The projects COMPARE-emotion/interaction/work/school are closely linked to this trial, as the parents of children of COMPARE-family will also be assessed for those subprojects. We will thus gain knowledge on the interaction of therapy effects with the specified TTMD-domains.
COMPARE-Emotion: Emotion Processing and Regulation in Children of Parents With Mental Illness
The TTMD model identifies child factors as one of four major domains of the transmission of parental mental disorders to the child (see above). Therefore, specific characteristics and behavioral traits in the child are likely to raise or lower the risk for a mental disorder in the child of a parent with a mental illness for him- or herself. Emotion processing and emotion regulation have been identified as such factors.
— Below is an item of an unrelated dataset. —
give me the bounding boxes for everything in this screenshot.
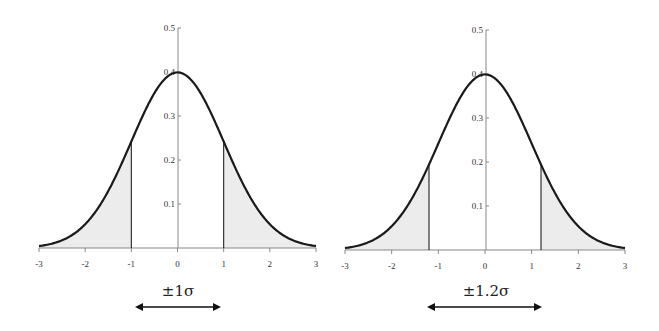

Emotion processing (EP) is a broad concept that includes sub-processes of emotion perception, affective stimulus interpretation, and affective reaction to another's emotions. In the current sub-project, we want to focus on (a) emotion recognition, (b) perspective taking, and (c) affective arousal (sympathy vs. personal distress) as a reaction to another person's emotional situation (34). EP aberrations constitute a central characteristic of both individual and a wide range of mental disorders, reflecting a transdiagnostic approach (35–37). Emotion regulation (ER) comprises processes applied by individuals to influence the incidence, kind, intensity, and duration of their emotions as well as their effects on feelings and behaviors (38, 39). Strategies can be adaptive, for example if they increase positive or decrease negative emotions, or be maladaptive, having the opposed effect. Both, EP and ER constitute important skills that are transdiagnostically related to mental disorders. Both skills are affected by parental behavior throughout child development. The research conducted on this topic so far reveals direct and indirect associations between a parental mental illness and aberrant EP or ER in their children. However, no comprehensive study on the impact of the child's EP and ER on the trans-diagnostic trans-generational transmission of mental disorders has been conducted so far, despite the fact that these processes constitute important targets for preventive interventions. Furthermore, the impact of EP and ER on treatment effects has not been studied to date.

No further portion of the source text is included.